The British Army will fit into Wembley Stadium by 2018, with 10,000 seats left over. In a shrinking military landscape, is the poppy still relevant in 2017?
This evening, England football team face Germany at Wembley Stadium. Both teams will wear black armbands adorned with a red poppy and wreaths will be laid before a silence. The stadium screens will read ‘Football Remembers’.
The Royal British Legion’s dirctor of remembrance and marketing, Gary Ryan, said: “We are delighted both sides in this international match have decided to wear the poppy as a symbol of respect to the human cost of conflict and hope for a peaceful future.
“Sport is a powerful vehicle to underline that message.”
More than half of England’s 21-man squad are under 25. A Consumer Intelligence survey found that one in five under-25s will not wear a poppy this year, their main objection being that they feel bullied into supporting the appeal.
Chief executive of Consumer Intelligence Ian Hughes said: “The Poppy Appeal commands widespread support and raises huge sums but not everyone agrees with it or backs it.
“However, tolerance of those who oppose poppies is high, with most people accepting it is a matter of personal choice.”
The Poppy Appeal accounts for almost a third of the Legion’s annual fundraising, with 300,000 volunteers raising £47.6 million in 2016 to help the estimated 2.5 million veterans in the UK.
“To the modern generation, the RBL is seen as the charity of World War One and Two,” says Colonel Angus Taverner, from Oxford, who served in the Army for 31 years.
“The Legion has failed to hook into the current generation. It’s seen as being for the old boys, not the 25-year-olds who have just come home.
“The Falklands War, Sierra Leone, even Iraq – it’s already history. Even Afghanistan is slipping very quickly into the rear-view mirror in public consciousness.
“This is why the Poppy Appeal is important. It’s a national day, and every year everything comes to a slight halt.”
Speaking at London’s Imperial War Museum last weekend, Guardian associate editor Martin Kettle said: “The intensity and importance of the poppy has risen and fallen at various points. My sense is that we are in an era where poppy culture is stronger.”
The London area has the lowest proportion of people wearing a poppy in the country. ‘The poppy in 2017: to wear or not to wear?’ was a rare opportunity for the public to actually see a debate on a topic where clarity is often lost in Twitter mentions and soundbites.
On the lecture panel was Luke Sinnott, who lost both legs on patrol as a Royal Engineer Search Advisor in Afghanistan in 2010 when he stepped on and detonated an IED. He won two gold medals and a silver at this September’s Invictus Games in Toronto.
Sinnott rejects the political discourse surrounding the poppy. He wears two as a matter of duty.
“It was part of our dress uniform in the military. I could give a mate one if he lost his,” he said.
“It’s non-political for us. There is no debate. It’s a very pure thing.
“The Royal British Legion has no different agenda. We need to stop creating more around it.
“As a military person, the red poppy will always be what I prefer to put on my chest.”
“The white poppy means nothing to us, but people should be free to wear what they want.”
The Peace Pledge Union, the UK’s oldest secular pacifist organisation, has sold 97,500 white poppies so far this year.
PPU co-ordinator Symon Hill said: “We’re not trying to outsell red poppies. White poppies are not a commercial operation.
“We wear them because they represent remembrance for all victims of all wars, both civilians and members of armed forces, of all nationalities, as well as a commitment to peace and a rejection of attempts to celebrate or glorify war.
“Of course, many red poppy wearers share these values. However, the Legion uses increasingly pro-war rhetoric, suggesting that all British troops who have died in war have died ‘for freedom’, an absurd claim.”
The Poppy Factory produces more than five million red poppies for the Legion every year.
This afternoon, author Nick Rippington tweeted: “Something ironic about the fact England will wear poppies today. Some people risk their lives for their country, others won’t risk a groin strain.”
Despite ebbs and flows in the symbol’s popularity, it remains a constant for the British military.
“The poppy comes out once a year but everyday I live through what I remember about that conflict,” says Sinnott.
“In the military, a poppy is put on a coffin at any time of year.”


# [What the task asks]
Write only the number of lines in the entries below that contain the string "Balance".

*** Opening Supplied material ***

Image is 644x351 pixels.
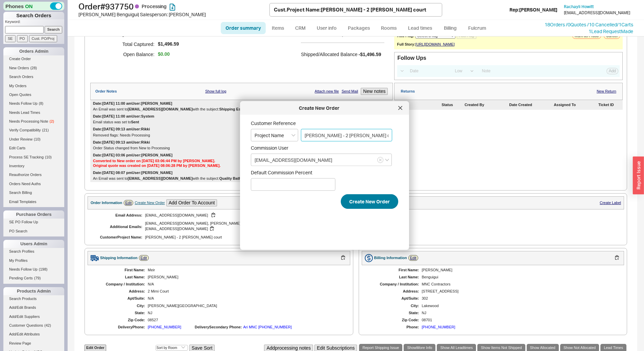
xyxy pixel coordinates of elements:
[3,287,64,295] div: Products Admin
[94,325,145,329] div: Delivery Phone:
[349,198,390,206] span: Create New Order
[78,11,270,18] div: [PERSON_NAME] Benguigui | Salesperson: [PERSON_NAME]
[158,41,179,47] span: $1,496.59
[274,6,426,13] div: Cust. Project Name : [PERSON_NAME] - 2 [PERSON_NAME] court
[9,267,38,271] span: Needs Follow Up
[3,12,64,19] h1: Search Orders
[148,325,181,329] div: [PHONE_NUMBER]
[93,114,154,118] div: Date: [DATE] 11:00 am User: System
[93,171,173,175] div: Date: [DATE] 08:07 pm User: [PERSON_NAME]
[564,5,594,9] a: Rachayli Howitt
[509,6,557,13] div: Rep: [PERSON_NAME]
[17,35,28,42] input: PO
[442,103,463,107] div: Status
[99,50,155,59] h5: Open Balance:
[93,133,390,137] div: Removed flags: Needs Processing
[50,119,54,123] span: ( 2 )
[93,159,390,163] div: Converted to New order on [DATE] 03:06:44 PM by [PERSON_NAME].
[94,304,145,308] div: City:
[3,64,64,72] a: New Orders(28)
[93,101,173,106] div: Date: [DATE] 11:00 am User: [PERSON_NAME]
[406,66,449,75] input: Date
[78,2,270,11] h1: Order # 937750
[148,282,343,286] div: N/A
[374,256,407,260] div: Billing Information
[5,35,16,42] input: SE
[422,318,617,322] div: 08701
[3,2,64,11] div: Phones
[368,325,419,329] div: Phone:
[148,310,343,315] div: NJ
[617,21,633,28] a: /1Carts
[397,42,415,47] div: Full Story:
[93,120,390,125] div: Email status was set to
[94,318,145,322] div: Zip Code:
[3,109,64,116] a: Needs Lead Times
[42,128,49,132] span: ( 21 )
[422,296,617,300] div: 302
[158,51,170,57] span: $0.00
[397,103,440,107] div: Name
[9,66,29,70] span: New Orders
[368,304,419,308] div: City:
[25,3,33,10] span: ON
[3,240,64,248] div: Users Admin
[598,103,620,107] div: Ticket ID
[139,255,149,261] a: Edit
[142,3,166,9] span: Processing
[3,136,64,143] a: Under Review(10)
[408,255,418,261] a: Edit
[94,296,145,300] div: Apt/Suite:
[251,120,298,126] span: Customer Reference
[93,176,390,181] div: An Email was sent to with the subject:
[34,137,41,141] span: ( 10 )
[94,282,145,286] div: Company / Institution:
[564,4,594,9] span: Rachayli Howitt
[45,155,52,159] span: ( 10 )
[3,100,64,107] a: Needs Follow Up(8)
[385,159,389,162] svg: open menu
[9,137,33,141] span: Under Review
[148,304,343,308] div: [PERSON_NAME][GEOGRAPHIC_DATA]
[599,201,621,205] a: Create Label
[368,268,419,272] div: First Name:
[589,28,633,34] a: 1Lead RequestMade
[368,289,419,294] div: Address:
[45,323,51,327] span: ( 42 )
[422,268,617,272] div: [PERSON_NAME]
[606,68,618,74] button: Add
[545,21,617,28] a: 18Orders /0Quotes /10 Cancelled
[148,268,343,272] div: Meir
[145,212,345,219] div: [EMAIL_ADDRESS][DOMAIN_NAME]
[123,200,134,206] a: Edit
[312,22,342,34] a: User info
[422,289,617,294] div: [STREET_ADDRESS]
[3,55,64,63] a: Create Order
[251,170,336,176] span: Default Commission Percent
[400,89,414,94] div: Returns
[3,295,64,302] a: Search Products
[251,154,392,166] input: Search commission user
[597,89,616,94] a: New Return
[205,89,226,94] a: Show full log
[251,178,336,191] input: Default Commission Percent
[34,276,41,280] span: ( 79 )
[464,22,491,34] a: Fulcrum
[3,82,64,90] a: My Orders
[422,275,617,279] div: Benguigui
[148,296,343,300] div: N/A
[9,155,43,159] span: Process SE Tracking
[3,162,64,170] a: Inventory
[91,201,122,205] div: Order Information
[478,66,571,75] input: Note
[3,228,64,235] a: PO Search
[128,176,193,180] b: [EMAIL_ADDRESS][DOMAIN_NAME]
[301,50,358,59] h5: Shipped/Allocated Balance
[98,213,142,217] div: Email Address:
[131,120,139,124] b: Sent
[251,145,288,150] span: Commission User
[145,221,345,232] div: [EMAIL_ADDRESS][DOMAIN_NAME], [PERSON_NAME][EMAIL_ADDRESS][DOMAIN_NAME], [PERSON_NAME][EMAIL_ADDR...
[219,176,307,180] b: Quality Bath Quote #937750-2 Mimi - 6 ft black tub
[3,313,64,320] a: Add/Edit Suppliers
[93,127,150,131] div: Date: [DATE] 09:13 am User: Rikki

*** Closing Supplied material ***

# [Response to this exercise]
2